Static compression ratio is a geometric ratio measured with the engine stopped. Dynamic compression ratio is what the engine actually achieves at running speed, after intake valve closing has trapped the charge — cam timing always reduces effective CR. Compression ratio is dimensionless: the units of swept volume and clearance volume must match, but the answer is just a number. Most pump-gas street engines run 8:1 to 11:1; race engines on high-octane fuel can run 12:1 to 15:1; diesel engines run 14:1 to 23:1 because they rely on compression ignition.

Applications

  • Engine building — selecting pistons, heads, and gaskets to hit a target CR
  • Fuel selection — matching octane to compression ratio (higher CR needs higher octane)
  • Detonation troubleshooting — verifying CR isn't above the threshold for the available fuel and tuning
  • Forced induction planning — lower CR is typical for turbo/supercharged builds (8:1 to 9.5:1)
  • Track-day inspection — verifying a build matches a class limit on compression ratio

Common Mistakes

  • Forgetting to add 1 — the formula adds 1 to the swept/clearance ratio because the clearance volume is part of the cylinder at TDC, not just BDC
  • Mixing units between bore/stroke and chamber volume — the formula's bore-area constant 0.7854 only works if bore and stroke are in inches and chamber volume is in in³ (convert cc to in³ at 16.387 cc per in³)
  • Ignoring piston dome or dish volume — a dished piston adds clearance volume (positive PDV), a domed piston subtracts it (negative PDV)
  • Confusing static CR with dynamic CR — cam timing always reduces effective compression at running speed
  • Using the wrong gasket thickness — compressed thickness, not the new uncompressed value, is what matters for HGV

Frequently Asked Questions

How do you calculate compression ratio?

CR = 1 + (swept volume) / (clearance volume). Swept volume per cylinder is 0.7854 × B² × S; clearance volume is the sum of combustion chamber volume (CCV), head gasket volume (HGV), and piston deck volume (PDV).

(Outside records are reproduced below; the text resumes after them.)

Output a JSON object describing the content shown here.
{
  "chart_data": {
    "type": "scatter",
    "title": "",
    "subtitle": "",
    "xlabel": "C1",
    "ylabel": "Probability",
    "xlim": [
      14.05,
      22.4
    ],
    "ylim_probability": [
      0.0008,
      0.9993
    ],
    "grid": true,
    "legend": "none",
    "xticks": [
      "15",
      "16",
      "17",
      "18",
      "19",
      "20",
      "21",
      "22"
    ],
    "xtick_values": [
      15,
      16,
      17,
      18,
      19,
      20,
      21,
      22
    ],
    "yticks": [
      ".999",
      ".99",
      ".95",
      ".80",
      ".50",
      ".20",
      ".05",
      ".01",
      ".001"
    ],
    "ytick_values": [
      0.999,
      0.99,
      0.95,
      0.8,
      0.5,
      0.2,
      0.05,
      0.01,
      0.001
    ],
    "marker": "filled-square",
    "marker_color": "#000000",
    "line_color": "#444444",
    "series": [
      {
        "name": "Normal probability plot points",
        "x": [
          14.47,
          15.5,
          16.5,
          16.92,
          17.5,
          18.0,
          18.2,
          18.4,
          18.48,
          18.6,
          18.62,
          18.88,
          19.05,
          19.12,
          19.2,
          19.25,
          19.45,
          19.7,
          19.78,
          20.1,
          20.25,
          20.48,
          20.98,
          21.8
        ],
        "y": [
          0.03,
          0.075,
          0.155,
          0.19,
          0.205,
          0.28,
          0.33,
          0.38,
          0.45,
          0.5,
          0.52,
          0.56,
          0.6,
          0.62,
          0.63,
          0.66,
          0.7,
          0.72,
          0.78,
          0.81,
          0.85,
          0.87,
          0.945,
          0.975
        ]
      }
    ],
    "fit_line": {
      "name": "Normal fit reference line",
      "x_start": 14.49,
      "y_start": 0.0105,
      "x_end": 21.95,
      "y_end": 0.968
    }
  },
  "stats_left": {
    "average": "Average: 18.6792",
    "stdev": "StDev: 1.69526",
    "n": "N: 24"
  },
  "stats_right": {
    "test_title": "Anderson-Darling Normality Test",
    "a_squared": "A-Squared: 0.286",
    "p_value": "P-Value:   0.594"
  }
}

What is the formula for compression ratio?

CR = 1 + (0.7854 × B² × S) / (CCV + HGV + PDV). The 1 accounts for the clearance volume still being above the piston at top dead center.

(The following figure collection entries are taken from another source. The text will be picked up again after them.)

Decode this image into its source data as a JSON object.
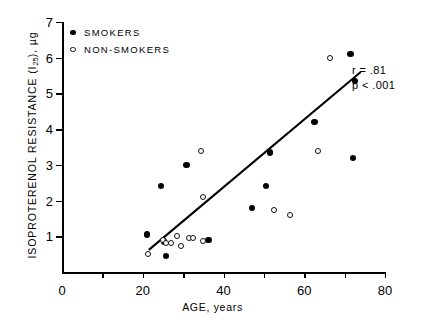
{
  "chart_data": {
    "type": "scatter",
    "title": "",
    "xlabel": "AGE, years",
    "ylabel": "ISOPROTERENOL RESISTANCE (I25), µg",
    "ylabel_main": "ISOPROTERENOL RESISTANCE (I",
    "ylabel_sub": "25",
    "ylabel_tail": "), µg",
    "xlim": [
      0,
      80
    ],
    "ylim": [
      0,
      7
    ],
    "grid": false,
    "xticks": [
      0,
      10,
      20,
      30,
      40,
      50,
      60,
      70,
      80
    ],
    "xticklabels": [
      "0",
      "",
      "20",
      "",
      "40",
      "",
      "60",
      "",
      "80"
    ],
    "yticks": [
      1,
      2,
      3,
      4,
      5,
      6,
      7
    ],
    "yticklabels": [
      "1",
      "2",
      "3",
      "4",
      "5",
      "6",
      "7"
    ],
    "legend_position": "top-left",
    "series": [
      {
        "name": "SMOKERS",
        "marker": "filled-circle",
        "color": "#000000",
        "points": [
          {
            "x": 21.0,
            "y": 1.05
          },
          {
            "x": 24.5,
            "y": 2.4
          },
          {
            "x": 25.3,
            "y": 0.85
          },
          {
            "x": 25.8,
            "y": 0.45
          },
          {
            "x": 30.8,
            "y": 3.0
          },
          {
            "x": 36.3,
            "y": 0.9
          },
          {
            "x": 47.0,
            "y": 1.8
          },
          {
            "x": 50.5,
            "y": 2.4
          },
          {
            "x": 51.5,
            "y": 3.35
          },
          {
            "x": 62.5,
            "y": 4.2
          },
          {
            "x": 71.5,
            "y": 6.1
          },
          {
            "x": 72.5,
            "y": 5.35
          },
          {
            "x": 72.0,
            "y": 3.2
          }
        ]
      },
      {
        "name": "NON-SMOKERS",
        "marker": "open-circle",
        "color": "#000000",
        "points": [
          {
            "x": 21.2,
            "y": 0.5
          },
          {
            "x": 25.0,
            "y": 0.9
          },
          {
            "x": 25.8,
            "y": 0.82
          },
          {
            "x": 27.0,
            "y": 0.8
          },
          {
            "x": 28.5,
            "y": 1.0
          },
          {
            "x": 29.5,
            "y": 0.72
          },
          {
            "x": 31.5,
            "y": 0.95
          },
          {
            "x": 32.5,
            "y": 0.95
          },
          {
            "x": 34.5,
            "y": 3.4
          },
          {
            "x": 34.8,
            "y": 2.1
          },
          {
            "x": 35.0,
            "y": 0.88
          },
          {
            "x": 52.5,
            "y": 1.75
          },
          {
            "x": 56.5,
            "y": 1.6
          },
          {
            "x": 63.5,
            "y": 3.4
          },
          {
            "x": 66.5,
            "y": 6.0
          }
        ]
      }
    ],
    "fit_line": {
      "name": "regression-line",
      "x_start": 21.5,
      "y_start": 0.62,
      "x_end": 74.0,
      "y_end": 5.6
    },
    "annotations": {
      "r_value": "r = .81",
      "p_value": "p < .001"
    }
  },
  "caption": {
    "cutoff_text": ""
  }
}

What is a good compression ratio for pump gas?

On 91-93 octane pump gas, naturally aspirated engines typically run 9.5:1 to 11:1 with aluminum heads and 9:1 to 10:1 with iron heads. Forced-induction builds drop to 8:1-9.5:1 because boost adds effective compression on top of the static ratio.

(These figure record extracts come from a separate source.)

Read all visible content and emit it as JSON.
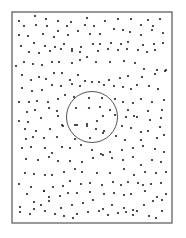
{
  "diagram": {
    "canvas": {
      "width": 186,
      "height": 238,
      "background": "#ffffff"
    },
    "frame": {
      "x": 12,
      "y": 12,
      "width": 160,
      "height": 211,
      "stroke": "#555555",
      "stroke_width": 1.2
    },
    "circle": {
      "cx": 92,
      "cy": 117,
      "r": 25.5,
      "stroke": "#555555",
      "stroke_width": 1
    },
    "dot": {
      "r": 1.1,
      "fill": "#222222"
    },
    "dots": [
      [
        19,
        21
      ],
      [
        35,
        16
      ],
      [
        46,
        19
      ],
      [
        58,
        21
      ],
      [
        71,
        22
      ],
      [
        87,
        18
      ],
      [
        105,
        21
      ],
      [
        118,
        19
      ],
      [
        131,
        19
      ],
      [
        148,
        20
      ],
      [
        160,
        19
      ],
      [
        24,
        26
      ],
      [
        36,
        25
      ],
      [
        47,
        26
      ],
      [
        67,
        26
      ],
      [
        85,
        25
      ],
      [
        94,
        26
      ],
      [
        141,
        25
      ],
      [
        153,
        26
      ],
      [
        19,
        35
      ],
      [
        28,
        36
      ],
      [
        43,
        34
      ],
      [
        54,
        37
      ],
      [
        58,
        31
      ],
      [
        68,
        35
      ],
      [
        78,
        31
      ],
      [
        90,
        34
      ],
      [
        100,
        34
      ],
      [
        114,
        29
      ],
      [
        123,
        30
      ],
      [
        130,
        32
      ],
      [
        141,
        35
      ],
      [
        152,
        30
      ],
      [
        163,
        33
      ],
      [
        21,
        46
      ],
      [
        34,
        43
      ],
      [
        45,
        46
      ],
      [
        55,
        47
      ],
      [
        64,
        44
      ],
      [
        72,
        49
      ],
      [
        81,
        47
      ],
      [
        93,
        44
      ],
      [
        100,
        44
      ],
      [
        111,
        43
      ],
      [
        121,
        44
      ],
      [
        128,
        42
      ],
      [
        143,
        45
      ],
      [
        154,
        44
      ],
      [
        163,
        43
      ],
      [
        29,
        52
      ],
      [
        39,
        53
      ],
      [
        50,
        51
      ],
      [
        61,
        49
      ],
      [
        72,
        51
      ],
      [
        80,
        52
      ],
      [
        87,
        57
      ],
      [
        98,
        51
      ],
      [
        108,
        49
      ],
      [
        118,
        50
      ],
      [
        127,
        49
      ],
      [
        138,
        50
      ],
      [
        147,
        52
      ],
      [
        155,
        50
      ],
      [
        16,
        66
      ],
      [
        24,
        62
      ],
      [
        33,
        64
      ],
      [
        42,
        65
      ],
      [
        52,
        62
      ],
      [
        59,
        62
      ],
      [
        72,
        63
      ],
      [
        80,
        60
      ],
      [
        96,
        62
      ],
      [
        110,
        62
      ],
      [
        124,
        61
      ],
      [
        135,
        63
      ],
      [
        144,
        69
      ],
      [
        157,
        70
      ],
      [
        165,
        71
      ],
      [
        22,
        75
      ],
      [
        31,
        80
      ],
      [
        39,
        77
      ],
      [
        46,
        79
      ],
      [
        54,
        73
      ],
      [
        62,
        73
      ],
      [
        70,
        80
      ],
      [
        78,
        75
      ],
      [
        85,
        81
      ],
      [
        99,
        82
      ],
      [
        109,
        80
      ],
      [
        120,
        78
      ],
      [
        128,
        76
      ],
      [
        142,
        77
      ],
      [
        155,
        74
      ],
      [
        166,
        70
      ],
      [
        22,
        88
      ],
      [
        32,
        91
      ],
      [
        42,
        90
      ],
      [
        52,
        85
      ],
      [
        61,
        86
      ],
      [
        72,
        84
      ],
      [
        80,
        86
      ],
      [
        92,
        82
      ],
      [
        104,
        85
      ],
      [
        114,
        86
      ],
      [
        123,
        87
      ],
      [
        131,
        89
      ],
      [
        137,
        85
      ],
      [
        149,
        86
      ],
      [
        158,
        89
      ],
      [
        19,
        102
      ],
      [
        29,
        102
      ],
      [
        37,
        101
      ],
      [
        48,
        102
      ],
      [
        58,
        99
      ],
      [
        65,
        95
      ],
      [
        74,
        97
      ],
      [
        89,
        98
      ],
      [
        102,
        98
      ],
      [
        115,
        99
      ],
      [
        123,
        102
      ],
      [
        133,
        103
      ],
      [
        141,
        99
      ],
      [
        152,
        102
      ],
      [
        164,
        100
      ],
      [
        27,
        112
      ],
      [
        35,
        110
      ],
      [
        49,
        108
      ],
      [
        57,
        111
      ],
      [
        76,
        108
      ],
      [
        89,
        108
      ],
      [
        100,
        107
      ],
      [
        110,
        110
      ],
      [
        128,
        110
      ],
      [
        137,
        117
      ],
      [
        148,
        111
      ],
      [
        162,
        110
      ],
      [
        19,
        121
      ],
      [
        28,
        122
      ],
      [
        41,
        118
      ],
      [
        58,
        116
      ],
      [
        63,
        126
      ],
      [
        77,
        125
      ],
      [
        87,
        124
      ],
      [
        97,
        121
      ],
      [
        103,
        116
      ],
      [
        115,
        115
      ],
      [
        126,
        117
      ],
      [
        134,
        116
      ],
      [
        150,
        120
      ],
      [
        161,
        118
      ],
      [
        25,
        129
      ],
      [
        36,
        131
      ],
      [
        50,
        129
      ],
      [
        62,
        125
      ],
      [
        75,
        125
      ],
      [
        87,
        126
      ],
      [
        96,
        129
      ],
      [
        104,
        131
      ],
      [
        122,
        126
      ],
      [
        131,
        128
      ],
      [
        141,
        132
      ],
      [
        148,
        131
      ],
      [
        160,
        127
      ],
      [
        26,
        139
      ],
      [
        33,
        137
      ],
      [
        44,
        138
      ],
      [
        57,
        137
      ],
      [
        75,
        139
      ],
      [
        90,
        138
      ],
      [
        103,
        133
      ],
      [
        116,
        136
      ],
      [
        125,
        140
      ],
      [
        141,
        140
      ],
      [
        157,
        138
      ],
      [
        164,
        135
      ],
      [
        22,
        148
      ],
      [
        31,
        147
      ],
      [
        45,
        148
      ],
      [
        52,
        153
      ],
      [
        62,
        147
      ],
      [
        70,
        148
      ],
      [
        81,
        145
      ],
      [
        92,
        150
      ],
      [
        101,
        154
      ],
      [
        110,
        152
      ],
      [
        122,
        150
      ],
      [
        133,
        148
      ],
      [
        143,
        146
      ],
      [
        155,
        149
      ],
      [
        164,
        152
      ],
      [
        26,
        159
      ],
      [
        38,
        160
      ],
      [
        49,
        157
      ],
      [
        58,
        161
      ],
      [
        70,
        161
      ],
      [
        82,
        162
      ],
      [
        93,
        158
      ],
      [
        103,
        155
      ],
      [
        112,
        158
      ],
      [
        123,
        160
      ],
      [
        133,
        157
      ],
      [
        141,
        165
      ],
      [
        152,
        160
      ],
      [
        161,
        162
      ],
      [
        25,
        173
      ],
      [
        34,
        174
      ],
      [
        45,
        175
      ],
      [
        52,
        175
      ],
      [
        64,
        172
      ],
      [
        75,
        169
      ],
      [
        82,
        172
      ],
      [
        97,
        173
      ],
      [
        110,
        173
      ],
      [
        124,
        169
      ],
      [
        134,
        175
      ],
      [
        145,
        172
      ],
      [
        156,
        173
      ],
      [
        166,
        172
      ],
      [
        19,
        184
      ],
      [
        31,
        187
      ],
      [
        44,
        191
      ],
      [
        53,
        187
      ],
      [
        63,
        186
      ],
      [
        70,
        181
      ],
      [
        81,
        184
      ],
      [
        90,
        183
      ],
      [
        102,
        185
      ],
      [
        113,
        182
      ],
      [
        121,
        185
      ],
      [
        128,
        182
      ],
      [
        138,
        183
      ],
      [
        143,
        185
      ],
      [
        151,
        184
      ],
      [
        161,
        183
      ],
      [
        27,
        194
      ],
      [
        34,
        202
      ],
      [
        44,
        191
      ],
      [
        49,
        197
      ],
      [
        60,
        196
      ],
      [
        68,
        193
      ],
      [
        77,
        193
      ],
      [
        90,
        192
      ],
      [
        104,
        194
      ],
      [
        114,
        193
      ],
      [
        124,
        195
      ],
      [
        131,
        194
      ],
      [
        145,
        191
      ],
      [
        157,
        197
      ],
      [
        166,
        194
      ],
      [
        20,
        207
      ],
      [
        34,
        209
      ],
      [
        41,
        205
      ],
      [
        49,
        201
      ],
      [
        61,
        208
      ],
      [
        72,
        205
      ],
      [
        83,
        203
      ],
      [
        93,
        200
      ],
      [
        103,
        209
      ],
      [
        112,
        205
      ],
      [
        124,
        208
      ],
      [
        133,
        210
      ],
      [
        144,
        205
      ],
      [
        153,
        201
      ],
      [
        162,
        200
      ],
      [
        20,
        212
      ],
      [
        30,
        214
      ],
      [
        45,
        211
      ],
      [
        55,
        214
      ],
      [
        64,
        216
      ],
      [
        77,
        214
      ],
      [
        88,
        212
      ],
      [
        99,
        211
      ],
      [
        108,
        215
      ],
      [
        118,
        213
      ],
      [
        126,
        212
      ],
      [
        137,
        211
      ],
      [
        149,
        216
      ],
      [
        162,
        211
      ],
      [
        73,
        218
      ],
      [
        133,
        215
      ],
      [
        156,
        218
      ]
    ]
  }
}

What is the difference between static and dynamic compression ratio?

Static CR is a geometric ratio measured with the engine stopped. Dynamic CR accounts for when the intake valve actually closes — long-duration cams close the intake later, dumping some charge back out and reducing effective compression. Two engines with the same static 10:1 CR can have very different dynamic CRs depending on cam timing.

How does compression ratio affect horsepower?

Higher compression raises thermal efficiency, so each pound of fuel makes more power. A rule of thumb: every full point of CR adds 3-4% to peak power. Returns diminish above ~12:1, and detonation risk rises steeply with low octane.

Why do diesel engines have such high compression ratios?

Diesels rely on compression ignition — the air must be compressed enough to reach autoignition temperature for the fuel injected at TDC. Typical diesel CRs are 14:1 to 23:1. Gasoline engines use spark ignition, so they don't need to autoignite the charge and can use much lower CRs.

Reference: Heywood, John B. 1988. Internal Combustion Engine Fundamentals. McGraw-Hill.